Shirley Horn, Singing Without Her Piano

Performing helps Horn put hard times behind

By Bill Beuttler (Boston Globe, June 11, 2004)

Singer and pianist Shirley Horn has fought her way through tough times recently.

Three years ago, she lost her right foot to diabetes, which, at least temporarily, rendered her incapable of accompanying herself on the piano. Then, that same year, she lost her bassist of more than three decades, Charles Ables.

“It was rough,” Horn, 70, acknowledges, by phone from her suburban Maryland home. “I lost the foot right before Charles passed, and I think I grieved more for Charles than I did for the foot. It was like losing a part of me.”

The trio she'll have backing her at Scullers this weekend is, by Horn's standards, a tad wet behind the ears, even though they backed her on last year's Grammy-nominated May the Music Never End. Steve Williams has played drums for her nearly a quarter-century. Ables has been replaced by Ed Howard, a veteran sideman to Roy Haynes, Clifford Jordan, and others. And George Mesterhazy has been filling in for Horn on piano.

Boston-based vocalist Rebecca Parris — who'll be performing at the Regattabar tomorrow night — introduced Mesterhazy to Horn. “He really has studied her a great deal,” Parris says, “so he was a real natural choice to be her accompanist when she couldn't play. He's amazing.”

If it seems logical that having someone else handle the piano chores would make Horn's life easier, think again.

“It's harder,” Horn says. “I'm my best accompanist, because only I know which way I'm going. You know, it becomes automatic.”

As much as she admires Mesterhazy's playing, Horn knows he'll never be as in sync with her singing as she was herself. “I'm going one way, down one alley, [and] he's going another,” she says. “He does very well with me, but I'm not totally satisfied.”

Horn launched her career, after all, as a pianist. She began studying the instrument at age four and continued from age 11 on at Howard University — first in an after-school program and later as a full-time college student after declining scholarships to Oberlin and Juilliard because her mother wanted her closer to home.

Her interest in jazz came along around 12. “Erroll Garner came out with a song called ‘Penthouse Serenade,’ and that was a big hit,“ she recalls. She would earn money playing piano for Sunday school and church, then spend it on Garner records, which she learned note for note. Eventually, Garner was supplanted by two other favorites: Ahmad Jamal and Oscar Peterson.

Her first album, Embers and Ashes, appeared in 1960, and Miles Davis liked it so much he insisted on having Horn open for him that year at the Village Vanguard. Other albums followed, including collaborations with Quincy Jones, but by this time, Horn had become a mother, which limited her touring.

Horn's career didn't hit full stride again until Verve Records signed her in the late ’80s. Since then, nine consecutive CDs have been nominated for Grammys, with Horn winning best jazz vocal performance in 1998 for I Remember Miles.

In recent years, she's managed to talk two old friends into accompanying her on CDs. Davis played the title tune on Horn's 1991 disc You Won't Forget Me. Jamal was persuaded to accompany her on two tracks of May the Music Never End, and a while back Horn played with her other piano hero, Peterson, at Alice Tully Hall.

Horn, meanwhile, hopes to take a seat at the piano again soon. She's been working with a prosthetic device she hopes will eventually allow her to do so. “When you've been playing piano and singing all your life, it's still quite an adjustment” not to, she says. “I want to play the piano again.”

Bill Beuttler

Bill Beuttler is an author, journalist, and professor at Emerson College.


AIM OF THE TASK
Search the records below for "Detalles"; copy each line that has it.

THE INPUT
►
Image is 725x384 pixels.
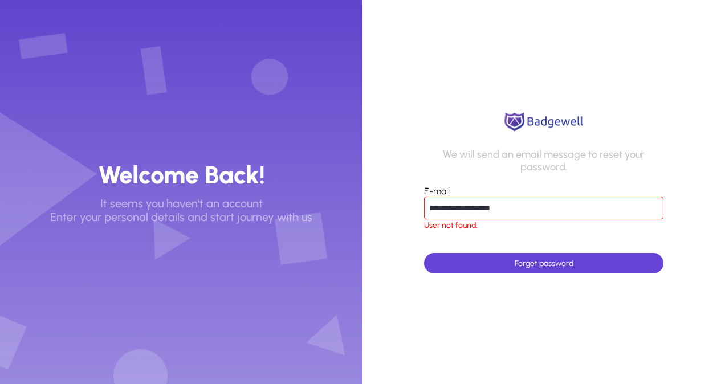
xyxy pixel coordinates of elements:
img: logo.png [501,111,586,133]
span: User not found. [424,221,663,231]
p: We will send an email message to reset your password. [424,149,663,173]
p: It seems you haven't an account [100,197,263,210]
span: Forget password [514,259,573,268]
button: Forget password [424,253,663,273]
p: Enter your personal details and start journey with us [50,210,312,224]
h3: Welcome Back! [98,160,265,190]
label: E-mail [424,186,449,197]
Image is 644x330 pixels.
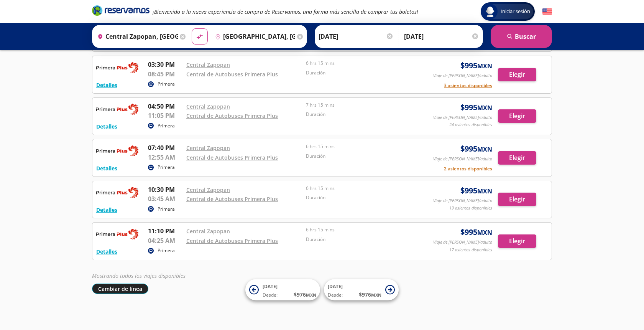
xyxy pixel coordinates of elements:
[542,7,552,16] button: English
[477,103,492,112] small: MXN
[498,151,536,165] button: Elegir
[433,239,492,246] p: Viaje de [PERSON_NAME]/adulto
[96,143,138,159] img: RESERVAMOS
[491,25,552,48] button: Buscar
[92,283,149,294] button: Cambiar de línea
[186,237,278,244] a: Central de Autobuses Primera Plus
[96,205,118,214] button: Detalles
[306,292,316,298] small: MXN
[96,247,118,255] button: Detalles
[148,236,183,245] p: 04:25 AM
[477,62,492,70] small: MXN
[186,144,230,152] a: Central Zapopan
[324,279,399,300] button: [DATE]Desde:$976MXN
[461,60,492,72] span: $ 995
[94,27,178,46] input: Buscar Origen
[92,272,186,279] em: Mostrando todos los viajes disponibles
[245,279,320,300] button: [DATE]Desde:$976MXN
[158,122,175,129] p: Primera
[306,226,422,233] p: 6 hrs 15 mins
[477,187,492,195] small: MXN
[371,292,381,298] small: MXN
[498,193,536,206] button: Elegir
[306,102,422,109] p: 7 hrs 15 mins
[92,5,149,19] a: Brand Logo
[319,27,394,46] input: Elegir Fecha
[186,154,278,161] a: Central de Autobuses Primera Plus
[96,164,118,172] button: Detalles
[148,102,183,111] p: 04:50 PM
[186,227,230,235] a: Central Zapopan
[148,185,183,194] p: 10:30 PM
[477,145,492,153] small: MXN
[461,102,492,113] span: $ 995
[158,164,175,171] p: Primera
[433,156,492,162] p: Viaje de [PERSON_NAME]/adulto
[152,8,418,16] em: ¡Bienvenido a la nueva experiencia de compra de Reservamos, una forma más sencilla de comprar tus...
[306,236,422,243] p: Duración
[461,226,492,238] span: $ 995
[96,226,138,242] img: RESERVAMOS
[186,103,230,110] a: Central Zapopan
[306,194,422,201] p: Duración
[328,283,343,290] span: [DATE]
[444,165,492,172] button: 2 asientos disponibles
[263,292,278,299] span: Desde:
[158,81,175,87] p: Primera
[96,122,118,131] button: Detalles
[148,69,183,79] p: 08:45 PM
[359,290,381,299] span: $ 976
[449,205,492,212] p: 19 asientos disponibles
[306,143,422,150] p: 6 hrs 15 mins
[328,292,343,299] span: Desde:
[306,153,422,159] p: Duración
[96,60,138,75] img: RESERVAMOS
[498,109,536,123] button: Elegir
[96,81,118,89] button: Detalles
[461,185,492,196] span: $ 995
[186,61,230,68] a: Central Zapopan
[433,114,492,121] p: Viaje de [PERSON_NAME]/adulto
[148,153,183,162] p: 12:55 AM
[498,8,533,16] span: Iniciar sesión
[148,143,183,153] p: 07:40 PM
[433,198,492,204] p: Viaje de [PERSON_NAME]/adulto
[477,228,492,237] small: MXN
[498,68,536,81] button: Elegir
[306,60,422,67] p: 6 hrs 15 mins
[449,247,492,253] p: 17 asientos disponibles
[148,60,183,69] p: 03:30 PM
[294,290,316,299] span: $ 976
[444,82,492,89] button: 3 asientos disponibles
[404,27,479,46] input: Opcional
[96,102,138,117] img: RESERVAMOS
[148,226,183,236] p: 11:10 PM
[186,186,230,193] a: Central Zapopan
[186,71,278,78] a: Central de Autobuses Primera Plus
[92,5,149,16] i: Brand Logo
[186,112,278,119] a: Central de Autobuses Primera Plus
[433,72,492,79] p: Viaje de [PERSON_NAME]/adulto
[186,195,278,202] a: Central de Autobuses Primera Plus
[306,69,422,76] p: Duración
[306,185,422,192] p: 6 hrs 15 mins
[306,111,422,118] p: Duración
[263,283,278,290] span: [DATE]
[158,247,175,254] p: Primera
[158,205,175,212] p: Primera
[96,185,138,200] img: RESERVAMOS
[148,111,183,120] p: 11:05 PM
[498,234,536,248] button: Elegir
[449,121,492,128] p: 24 asientos disponibles
[212,27,296,46] input: Buscar Destino
[148,194,183,203] p: 03:45 AM
[461,143,492,155] span: $ 995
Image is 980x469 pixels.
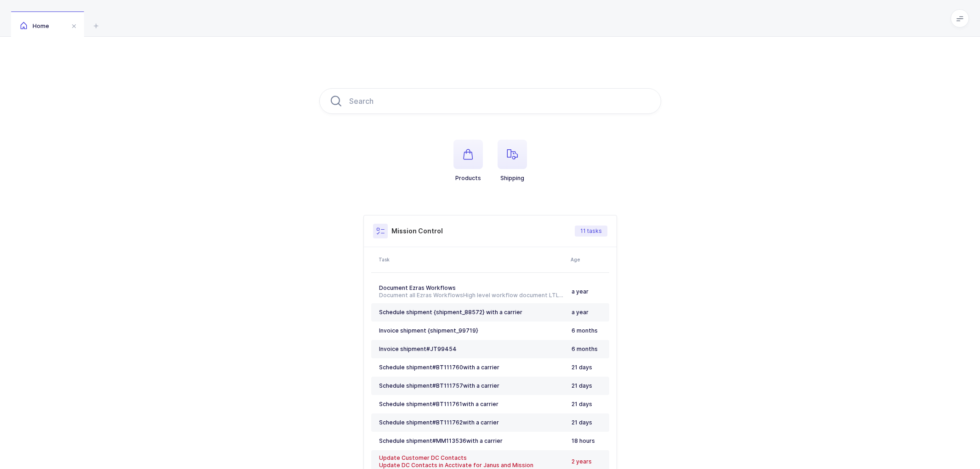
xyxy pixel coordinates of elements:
[320,88,661,114] input: Search
[580,227,602,235] span: 11 tasks
[454,140,483,182] button: Products
[498,140,527,182] button: Shipping
[391,227,443,236] h3: Mission Control
[21,23,49,29] span: Home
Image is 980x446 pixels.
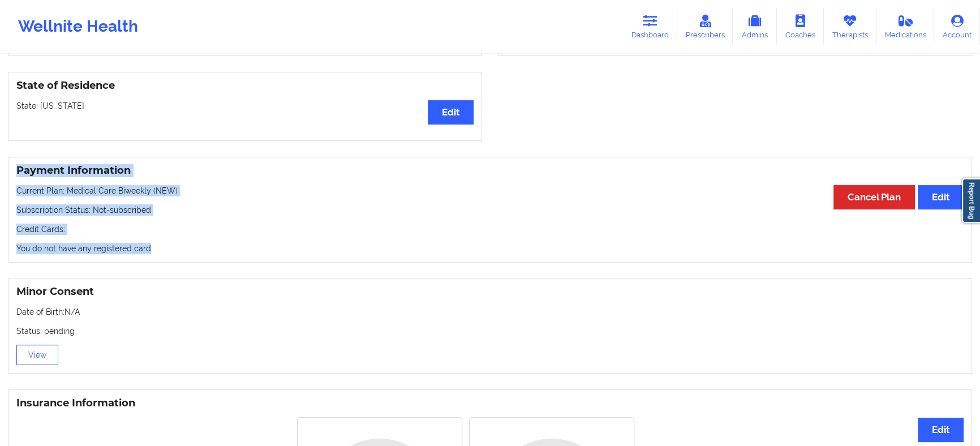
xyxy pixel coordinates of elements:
a: Account [935,8,980,45]
button: Edit [918,186,964,210]
h3: Insurance Information [16,397,964,410]
p: Date of Birth: N/A [16,307,964,318]
p: State: [US_STATE] [16,100,474,112]
a: Dashboard [623,8,677,45]
a: Therapists [824,8,877,45]
p: Subscription Status: Not-subscribed [16,205,964,216]
h3: Payment Information [16,164,964,178]
button: View [16,345,59,365]
a: Prescribers [677,8,734,45]
a: Report Bug [962,178,980,223]
h3: State of Residence [16,79,474,92]
p: Current Plan: Medical Care Biweekly (NEW) [16,186,964,197]
button: Cancel Plan [833,186,915,210]
a: Medications [877,8,935,45]
a: Admins [733,8,777,45]
p: Credit Cards: [16,224,964,235]
p: You do not have any registered card [16,243,964,255]
h3: Minor Consent [16,285,964,299]
button: Edit [428,100,474,125]
p: Status: pending [16,326,964,337]
button: Edit [918,418,964,442]
a: Coaches [777,8,824,45]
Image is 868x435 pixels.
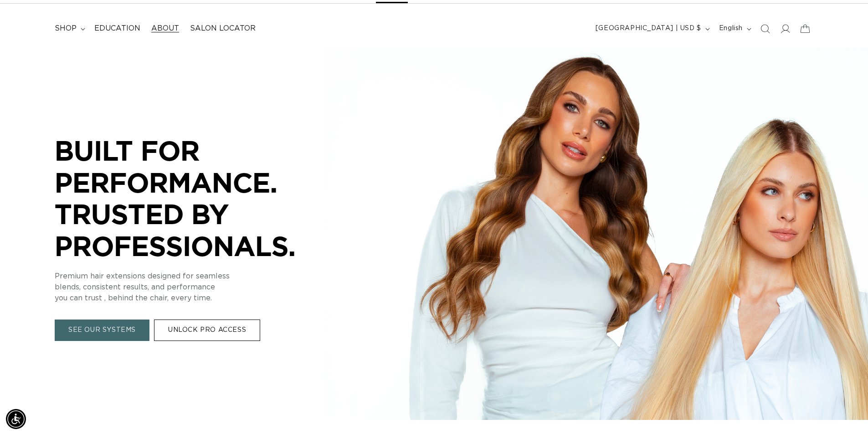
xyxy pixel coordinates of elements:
span: English [719,24,743,33]
button: [GEOGRAPHIC_DATA] | USD $ [590,20,714,37]
span: About [151,24,179,33]
p: blends, consistent results, and performance [54,282,328,293]
a: Salon Locator [185,18,261,39]
a: About [146,18,185,39]
summary: shop [49,18,89,39]
p: Premium hair extensions designed for seamless [54,271,328,282]
a: Education [89,18,146,39]
div: Accessibility Menu [6,408,26,429]
span: shop [54,24,77,33]
span: Salon Locator [190,24,256,33]
button: English [714,20,756,37]
iframe: Chat Widget [823,391,868,435]
p: BUILT FOR PERFORMANCE. TRUSTED BY PROFESSIONALS. [54,135,328,262]
a: SEE OUR SYSTEMS [54,320,150,341]
a: UNLOCK PRO ACCESS [154,320,260,341]
summary: Search [756,19,776,39]
p: you can trust , behind the chair, every time. [54,293,328,304]
span: Education [95,24,140,33]
span: [GEOGRAPHIC_DATA] | USD $ [596,24,702,33]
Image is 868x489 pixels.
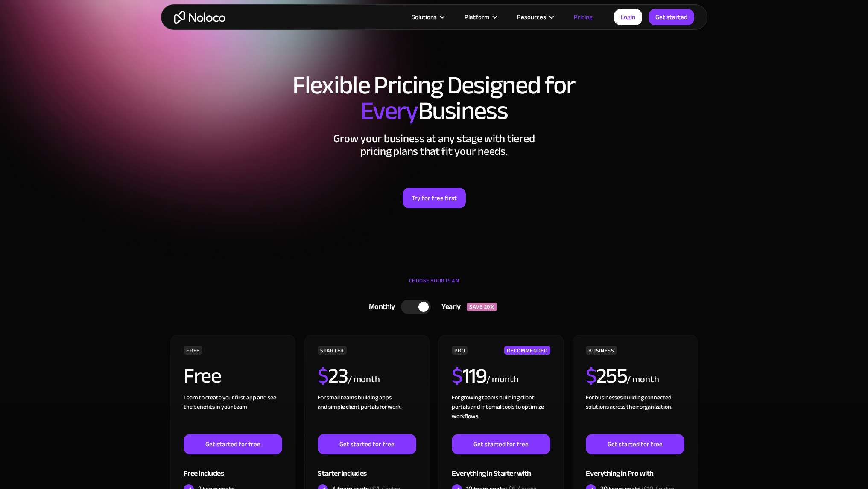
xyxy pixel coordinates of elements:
div: Platform [454,12,506,23]
h2: 23 [317,366,348,387]
div: For small teams building apps and simple client portals for work. ‍ [317,393,416,434]
h2: Grow your business at any stage with tiered pricing plans that fit your needs. [170,132,699,158]
h1: Flexible Pricing Designed for Business [170,73,699,123]
a: Get started for free [184,434,282,454]
div: / month [627,373,659,387]
div: / month [348,373,380,387]
div: PRO [452,346,467,355]
div: Resources [517,12,546,23]
h2: 119 [452,366,486,387]
div: Everything in Starter with [452,454,550,482]
div: Yearly [431,300,467,313]
div: SAVE 20% [467,303,497,311]
div: Learn to create your first app and see the benefits in your team ‍ [184,393,282,434]
div: For growing teams building client portals and internal tools to optimize workflows. [452,393,550,434]
div: RECOMMENDED [504,346,550,355]
div: Platform [464,12,489,23]
div: CHOOSE YOUR PLAN [170,275,699,296]
div: FREE [184,346,202,355]
div: Monthly [358,300,401,313]
div: Starter includes [317,454,416,482]
div: BUSINESS [586,346,616,355]
div: For businesses building connected solutions across their organization. ‍ [586,393,684,434]
span: $ [452,356,463,396]
span: $ [317,356,328,396]
h2: 255 [586,366,627,387]
a: Try for free first [403,188,466,208]
a: Get started [649,9,695,25]
a: Pricing [563,12,603,23]
a: Get started for free [586,434,684,454]
span: $ [586,356,597,396]
a: Get started for free [317,434,416,454]
div: Free includes [184,454,282,482]
div: Everything in Pro with [586,454,684,482]
div: Resources [506,12,563,23]
div: Solutions [412,12,436,23]
div: Solutions [401,12,454,23]
a: Login [614,9,642,25]
span: Every [360,87,418,135]
a: home [174,11,225,24]
h2: Free [184,366,221,387]
a: Get started for free [452,434,550,454]
div: STARTER [317,346,346,355]
div: / month [486,373,519,387]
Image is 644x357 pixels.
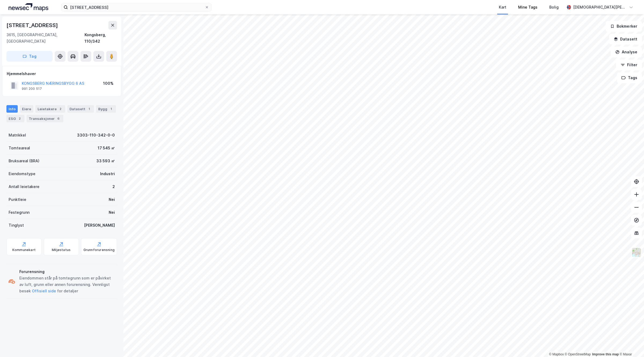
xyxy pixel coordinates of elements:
[100,171,115,177] div: Industri
[8,196,26,203] div: Punktleie
[549,4,558,10] div: Bolig
[67,105,94,112] div: Datasett
[85,32,117,45] div: Kongsberg, 110/342
[8,145,30,151] div: Tomteareal
[27,115,64,122] div: Transaksjoner
[549,352,564,356] a: Mapbox
[77,132,115,139] div: 3303-110-342-0-0
[8,132,26,139] div: Matrikkel
[8,171,35,177] div: Eiendomstype
[8,183,39,190] div: Antall leietakere
[6,105,18,112] div: Info
[616,59,642,70] button: Filter
[109,196,115,203] div: Nei
[103,80,113,87] div: 100%
[498,4,506,10] div: Kart
[108,106,114,111] div: 1
[35,105,65,112] div: Leietakere
[84,248,115,252] div: Grunnforurensning
[86,106,92,111] div: 1
[6,32,85,45] div: 3615, [GEOGRAPHIC_DATA], [GEOGRAPHIC_DATA]
[6,51,53,61] button: Tag
[109,209,115,216] div: Nei
[592,352,619,356] a: Improve this map
[58,106,63,111] div: 2
[98,145,115,151] div: 17 545 ㎡
[12,248,36,252] div: Kommunekart
[617,331,644,357] iframe: Chat Widget
[17,116,22,121] div: 2
[84,222,115,228] div: [PERSON_NAME]
[52,248,70,252] div: Miljøstatus
[68,3,205,11] input: Søk på adresse, matrikkel, gårdeiere, leietakere eller personer
[8,3,48,11] img: logo.a4113a55bc3d86da70a041830d287a7e.svg
[22,87,42,91] div: 991 200 517
[518,4,537,10] div: Mine Tags
[112,183,115,190] div: 2
[19,275,115,294] div: Eiendommen står på tomtegrunn som er påvirket av luft, grunn eller annen forurensning. Vennligst ...
[565,352,591,356] a: OpenStreetMap
[56,116,61,121] div: 6
[8,222,24,228] div: Tinglyst
[610,47,642,57] button: Analyse
[573,4,627,10] div: [DEMOGRAPHIC_DATA][PERSON_NAME]
[7,70,117,77] div: Hjemmelshaver
[8,158,39,164] div: Bruksareal (BRA)
[606,21,642,32] button: Bokmerker
[631,247,641,257] img: Z
[19,268,115,275] div: Forurensning
[8,209,29,216] div: Festegrunn
[96,105,116,112] div: Bygg
[6,21,59,29] div: [STREET_ADDRESS]
[617,72,642,83] button: Tags
[96,158,115,164] div: 33 593 ㎡
[609,34,642,45] button: Datasett
[20,105,33,112] div: Eiere
[6,115,24,122] div: ESG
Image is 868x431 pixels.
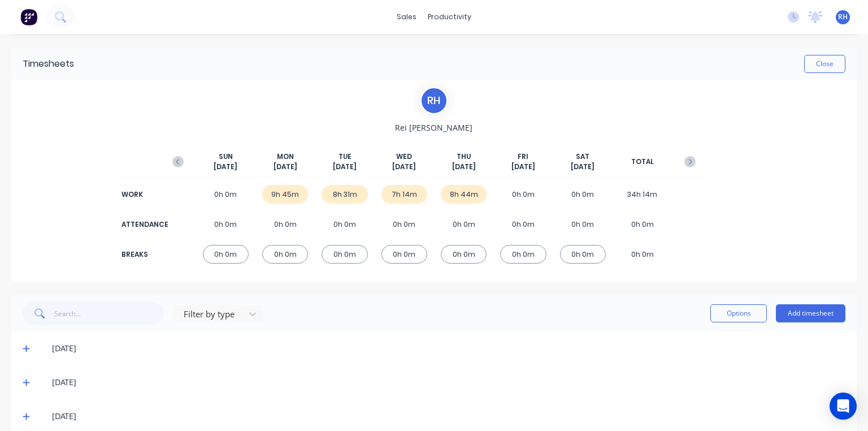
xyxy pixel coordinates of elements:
div: 0h 0m [500,215,546,233]
div: 0h 0m [381,245,427,263]
div: 0h 0m [203,245,248,263]
span: WED [396,152,412,162]
button: Add timesheet [776,304,845,322]
span: RH [838,12,848,22]
div: 8h 31m [321,185,367,204]
span: SUN [218,152,233,162]
input: Search... [54,302,165,325]
span: TOTAL [631,157,654,167]
span: Rei [PERSON_NAME] [395,122,472,134]
div: 7h 14m [381,185,427,204]
span: SAT [576,152,590,162]
div: 0h 0m [321,245,367,263]
div: sales [391,8,422,25]
button: Close [804,55,845,73]
span: [DATE] [273,162,297,172]
div: 0h 0m [560,245,606,263]
img: Factory [20,8,37,25]
div: 0h 0m [262,215,308,233]
span: [DATE] [333,162,356,172]
span: MON [277,152,294,162]
div: 0h 0m [441,245,487,263]
div: 0h 0m [620,215,665,233]
div: 0h 0m [203,215,248,233]
div: WORK [122,190,167,200]
div: Timesheets [23,57,74,71]
div: 0h 0m [500,245,546,263]
div: productivity [422,8,477,25]
div: Open Intercom Messenger [830,392,857,420]
button: Options [710,304,767,322]
div: 9h 45m [262,185,308,204]
div: 0h 0m [441,215,487,233]
div: 0h 0m [321,215,367,233]
div: 0h 0m [203,185,248,204]
div: BREAKS [122,249,167,259]
div: 0h 0m [381,215,427,233]
div: 34h 14m [620,185,665,204]
div: [DATE] [52,376,845,389]
div: [DATE] [52,410,845,423]
div: 0h 0m [500,185,546,204]
span: [DATE] [452,162,476,172]
div: 0h 0m [262,245,308,263]
div: ATTENDANCE [122,219,167,229]
span: [DATE] [512,162,535,172]
div: 0h 0m [620,245,665,263]
span: FRI [518,152,528,162]
span: THU [457,152,471,162]
div: 8h 44m [441,185,487,204]
div: R H [420,87,448,115]
span: [DATE] [213,162,237,172]
div: [DATE] [52,342,845,355]
span: [DATE] [571,162,595,172]
span: TUE [338,152,351,162]
div: 0h 0m [560,215,606,233]
div: 0h 0m [560,185,606,204]
span: [DATE] [392,162,416,172]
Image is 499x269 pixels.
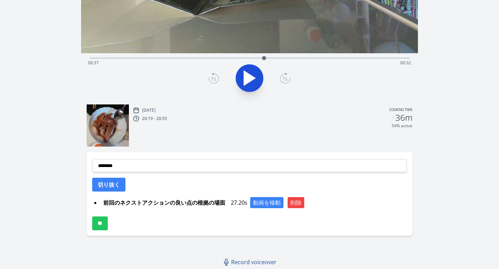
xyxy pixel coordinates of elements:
p: 20:19 - 20:55 [142,116,167,122]
p: 54% active [391,123,412,129]
button: 切り抜く [92,178,125,192]
span: 00:37 [88,60,99,66]
span: 00:32 [400,60,411,66]
a: Record voiceover [220,256,280,269]
h2: 36m [395,114,412,122]
button: 削除 [287,197,304,208]
div: 27.20s [100,197,407,208]
button: 動画を移動 [250,197,283,208]
p: Cooking time [389,107,412,114]
img: 250907112010_thumb.jpeg [87,105,129,147]
p: [DATE] [142,108,155,113]
span: 前回のネクストアクションの良い点の根拠の場面 [100,197,228,208]
span: Record voiceover [231,258,276,267]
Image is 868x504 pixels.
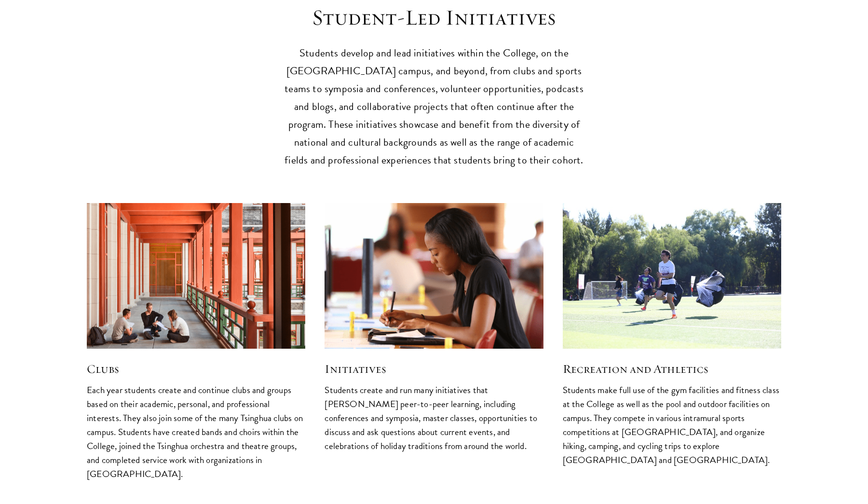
◄
RESPONSE
[96,205,118,214] button: Detalles
[96,247,118,255] button: Detalles
[96,164,118,172] button: Detalles
[96,122,118,131] button: Detalles
[96,81,118,89] button: Detalles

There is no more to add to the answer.